Databases, cloud infrastructure, enterprise applications, Java, analytics, AI services, and mission-critical business software

Oracle

Oracle is an enterprise software and cloud company known for relational databases, Oracle Cloud Infrastructure, business applications, Java, analytics, security, and technology used by organizations that run mission-critical data and operations.

Founded
1977 by Larry Ellison, Bob Miner, and Ed Oates
Core businesses
Databases, cloud infrastructure, enterprise applications, Java, analytics, and support services
Known for
Oracle Database, OCI, enterprise resource planning, Fusion applications, NetSuite, and Java

What Oracle is

Oracle sells enterprise software, cloud infrastructure, databases, applications, hardware systems, and support services. It is best known for Oracle Database, but the company also provides cloud computing, enterprise resource planning, human capital management, supply-chain software, customer experience tools, analytics, integration, and industry-specific systems. Oracle is most visible inside organizations where reliable data, compliance, and business process automation are critical.

Database foundation

Oracle Database helped define the commercial relational database market. Databases remain important because large organizations need to store, secure, query, recover, and govern data across financial records, customer systems, logistics, healthcare, retail, government, and operations. Oracle builds surrounding technologies for high availability, performance, security, automation, and cloud deployment because database workloads often sit at the center of business operations.

Cloud infrastructure and applications

Oracle Cloud Infrastructure, or OCI, provides compute, storage, networking, databases, AI infrastructure, and cloud services. Oracle also sells cloud applications for finance, human resources, supply chain, sales, marketing, and industry workflows. Its pitch is that customers can run enterprise applications and databases on a cloud designed for performance, security, and integration with existing Oracle systems.

Java, developers, and ecosystem

Oracle stewards Java, one of the world's most widely used programming platforms. Java is used in enterprise systems, Android-related tooling, cloud services, financial applications, backend services, and many developer environments. Oracle's ecosystem also includes partner implementations, database administrators, enterprise developers, consultants, and independent software vendors that build around Oracle platforms.

Competition and customer lock-in

Oracle competes with hyperscale cloud providers, database companies, enterprise software vendors, open-source alternatives, and specialized SaaS providers. Its strength is deep integration with mission-critical enterprise systems, but that can also create switching costs and scrutiny around licensing, support, and cloud migration. Customers often evaluate Oracle not only on features, but also on cost, flexibility, compliance, and long-term architecture.

Business model and customers

Oracle earns revenue through cloud services, software licenses, support contracts, hardware systems, consulting, and industry-specific applications. Many customers use Oracle for systems that cannot fail easily, such as finance, operations, human resources, supply chain, and regulated data. That creates durable relationships, but also customer sensitivity around pricing, licensing, migration paths, and support terms. Oracle's cloud strategy depends on turning long-running enterprise relationships into modern cloud workloads.

History and evolution

Oracle was founded in 1977 and became one of the defining companies of the relational database era. The company expanded from databases into enterprise applications, middleware, hardware through Sun Microsystems, Java, cloud infrastructure, and SaaS applications. Its evolution shows a common enterprise technology pattern: a deeply embedded core product becomes the base for a much wider platform of tools, services, and customer commitments.

Why it matters

Oracle matters because databases and enterprise applications run the hidden machinery of many institutions. Payroll, financial close, procurement, inventory, healthcare records, government systems, and customer data often depend on software that must be secure, auditable, and reliable. Understanding Oracle helps explain why enterprise technology decisions last for decades and why cloud migration is more complex than simply moving files online.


Write out each record exactly and skip every image.
(Records Opens)
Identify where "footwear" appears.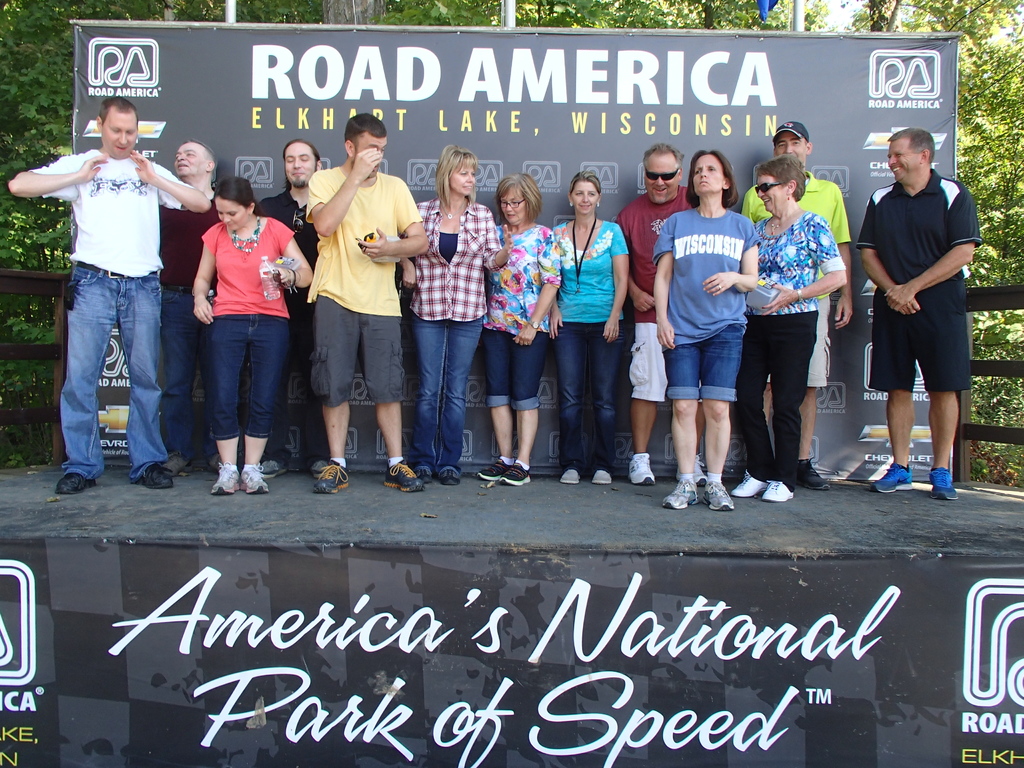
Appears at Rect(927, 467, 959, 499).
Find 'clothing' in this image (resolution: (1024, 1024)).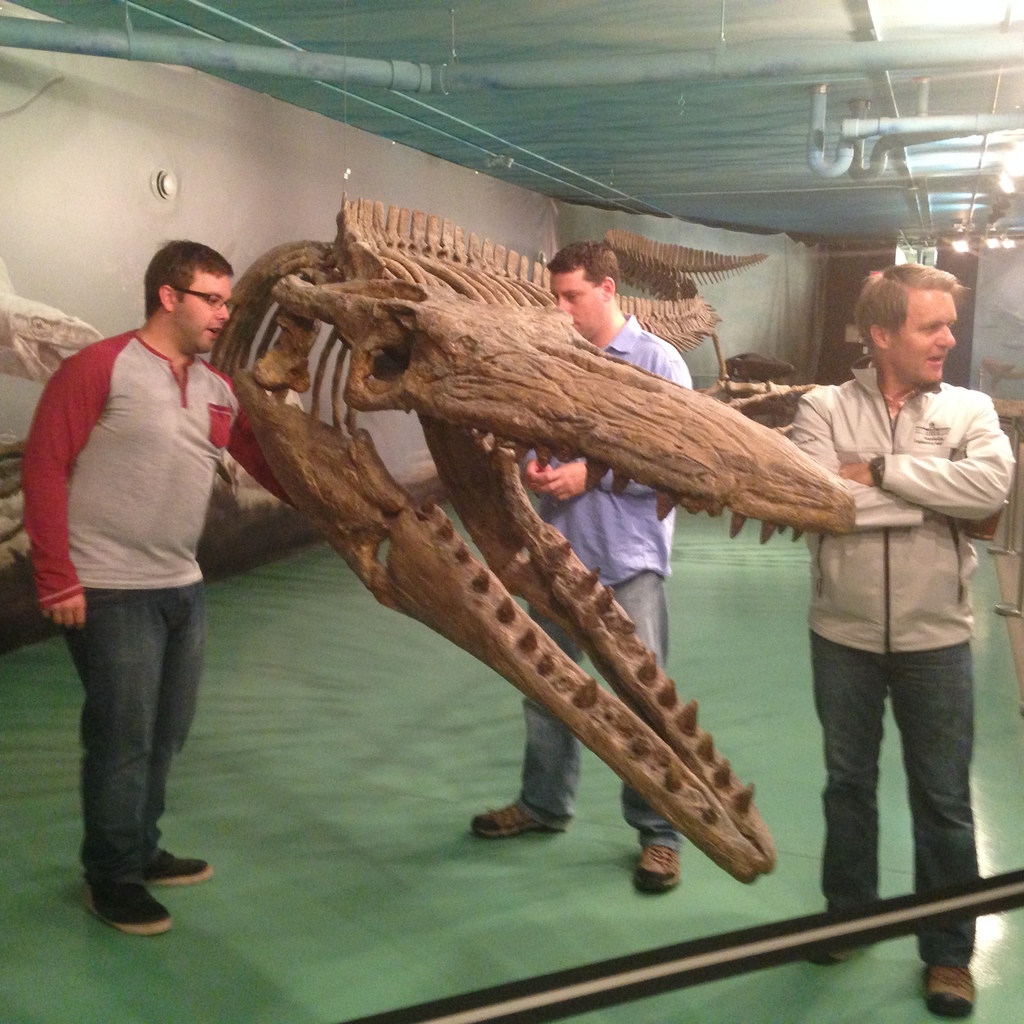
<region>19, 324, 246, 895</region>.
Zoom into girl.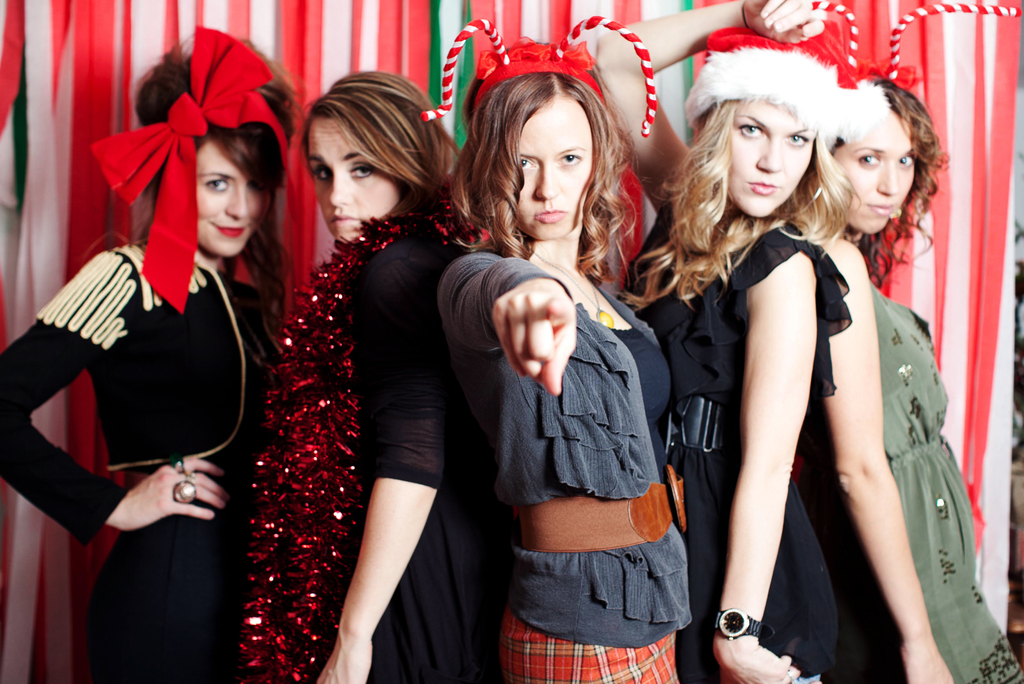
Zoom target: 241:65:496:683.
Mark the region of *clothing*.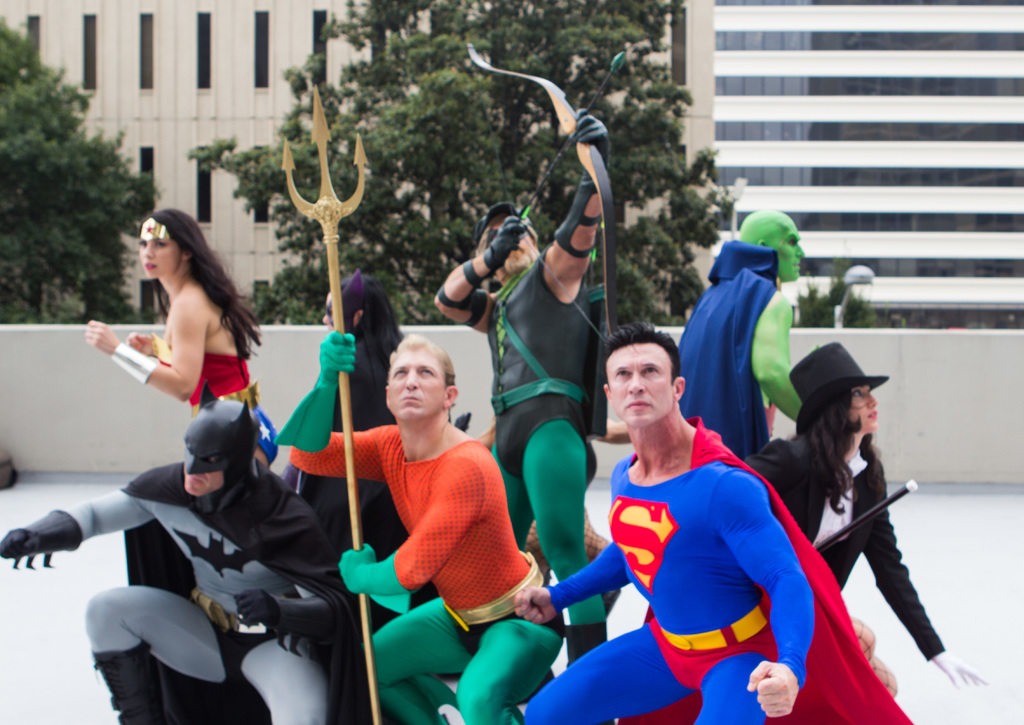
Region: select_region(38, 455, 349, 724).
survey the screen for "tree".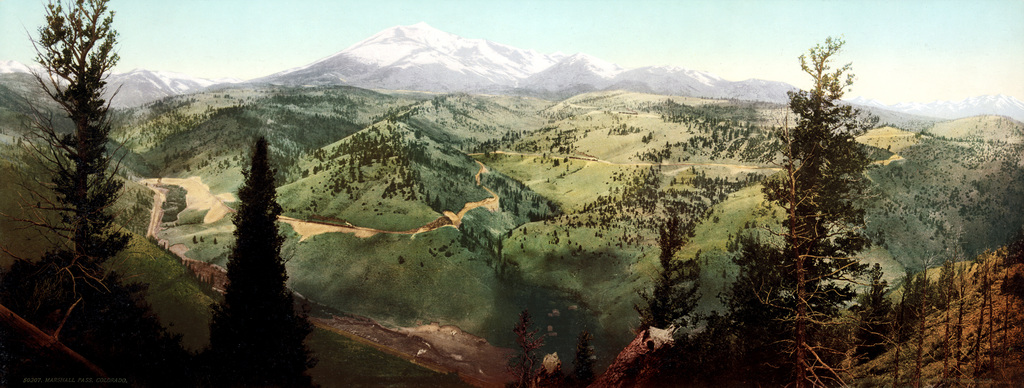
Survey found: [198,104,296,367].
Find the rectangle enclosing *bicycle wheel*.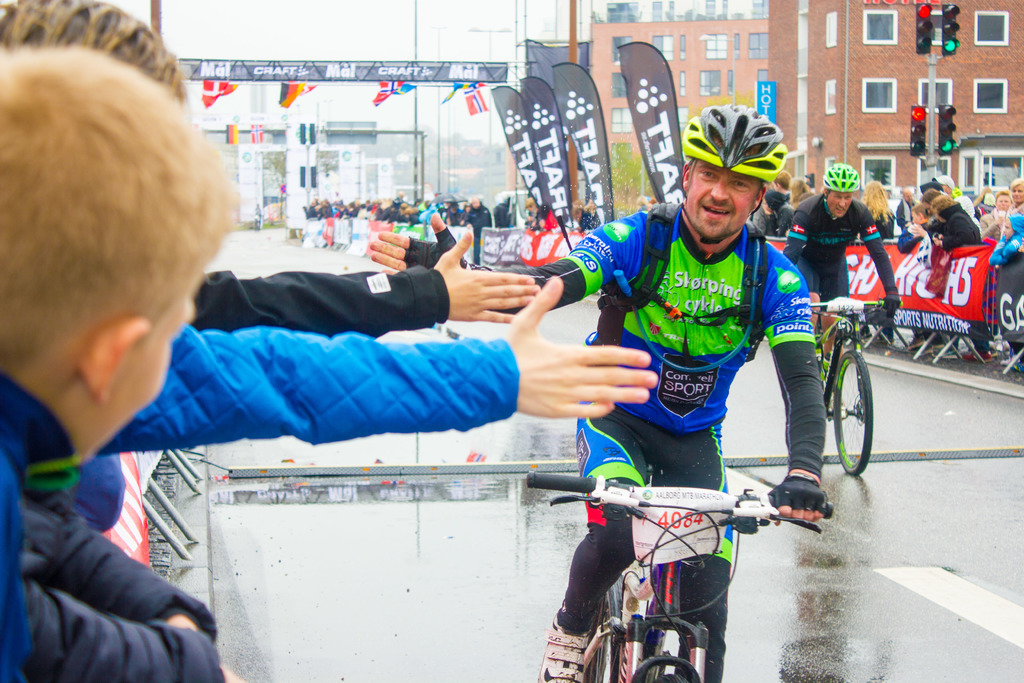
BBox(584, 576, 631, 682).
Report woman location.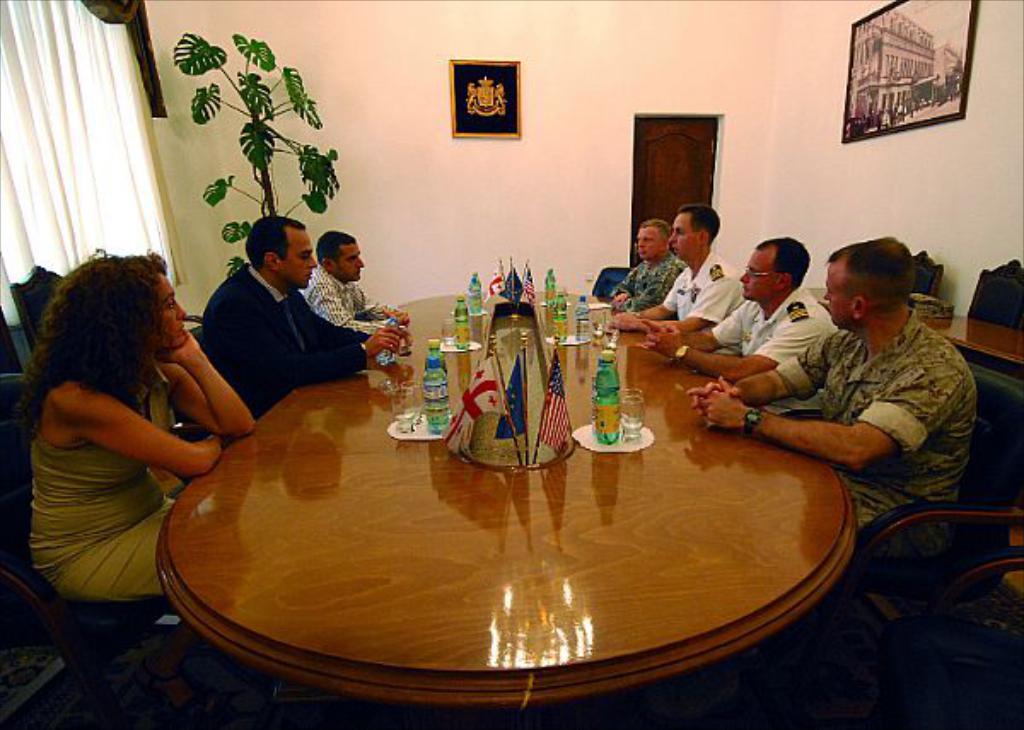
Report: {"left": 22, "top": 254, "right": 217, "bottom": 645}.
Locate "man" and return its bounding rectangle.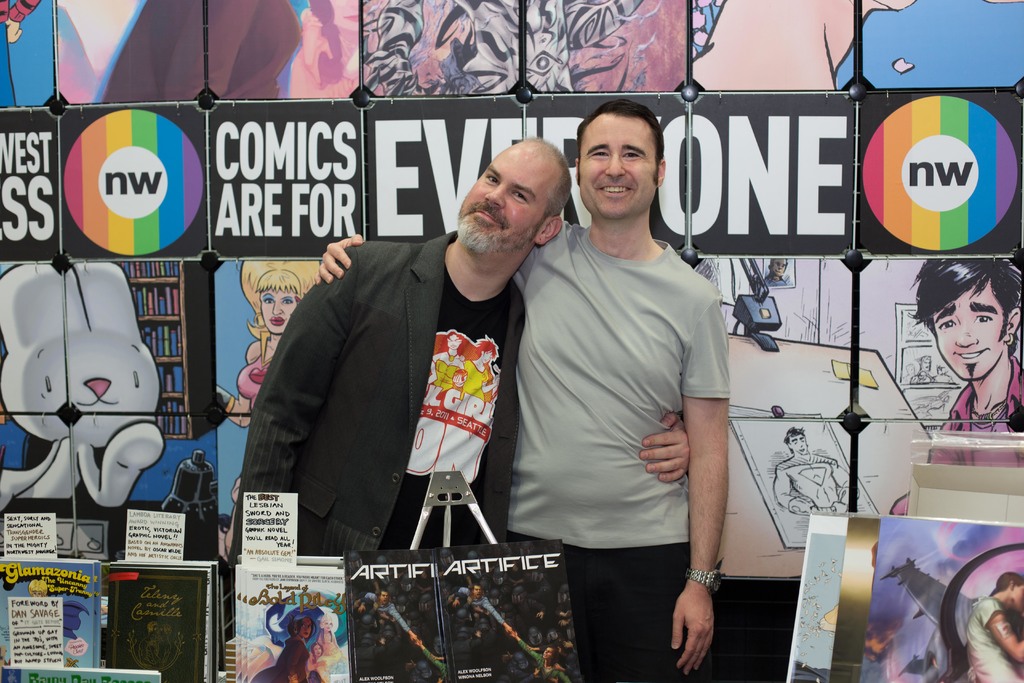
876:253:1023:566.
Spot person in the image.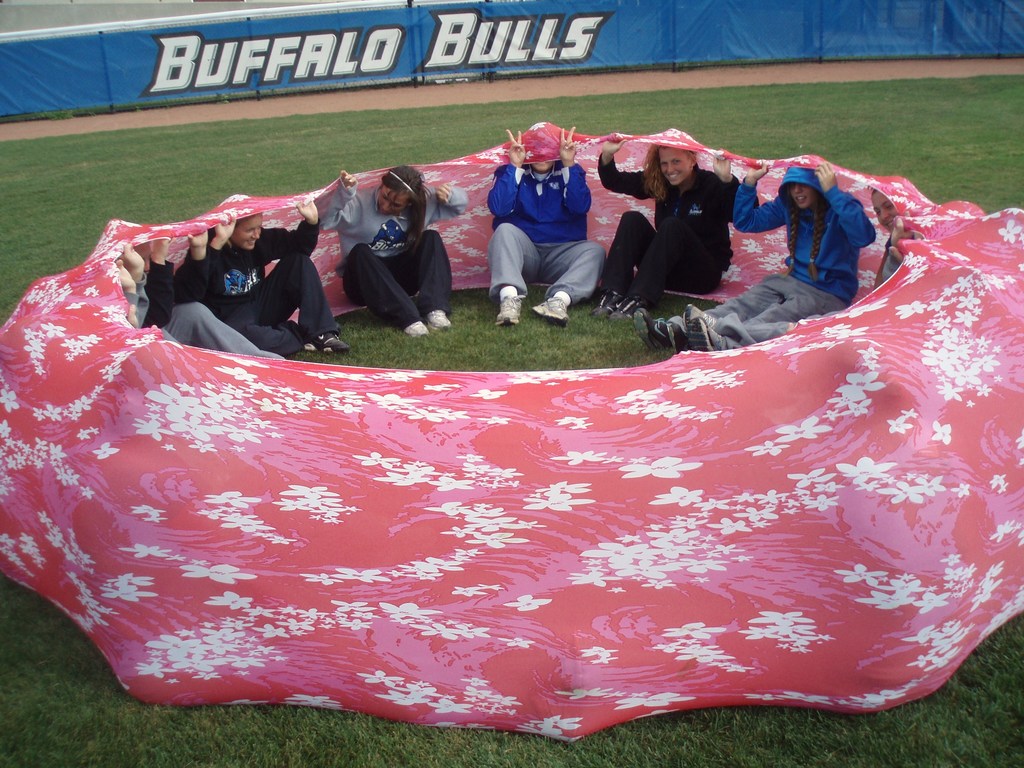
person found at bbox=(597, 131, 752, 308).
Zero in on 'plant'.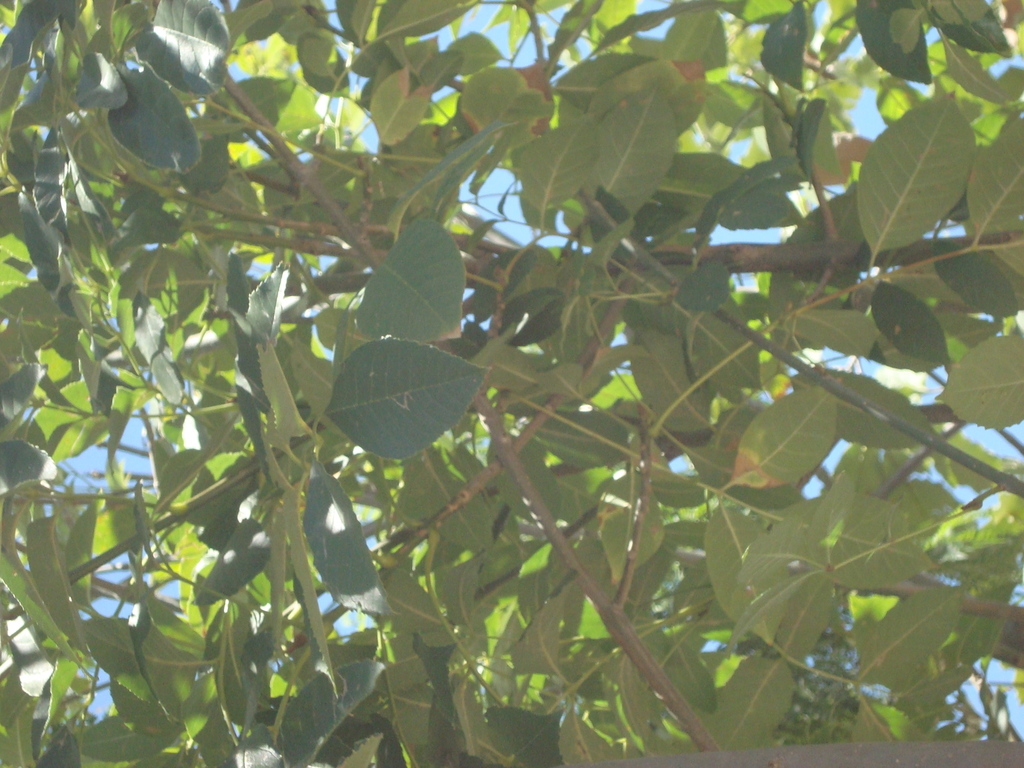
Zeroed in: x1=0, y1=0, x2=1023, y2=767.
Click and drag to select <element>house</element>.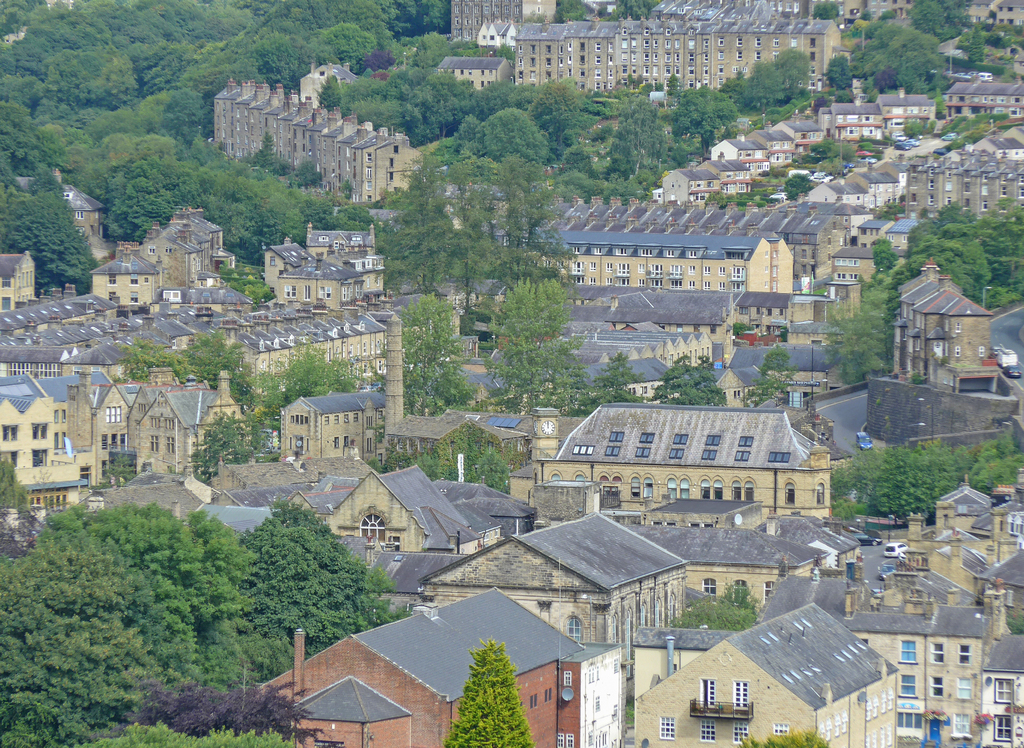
(Records Closes)
• Exercise result:
Identify where "footwear" appears.
Appears at Rect(927, 467, 959, 499).
Find 'clothing' in this image (resolution: (1024, 1024)).
<region>19, 324, 246, 895</region>.
Zoom into girl.
Zoom target: 241:65:496:683.
Mark the region of *clothing*.
Region: select_region(38, 455, 349, 724).
survey the screen for "tree".
Survey found: [198,104,296,367].
Find the rectangle enclosing *bicycle wheel*.
BBox(584, 576, 631, 682).
Report woman location.
Report: {"left": 22, "top": 254, "right": 217, "bottom": 645}.
Locate "man" and return its bounding rectangle.
876:253:1023:566.
Spot person in the image.
person found at bbox=(597, 131, 752, 308).
Zero in on 'plant'.
Zeroed in: x1=0, y1=0, x2=1023, y2=767.
Click and drag to select <element>house</element>.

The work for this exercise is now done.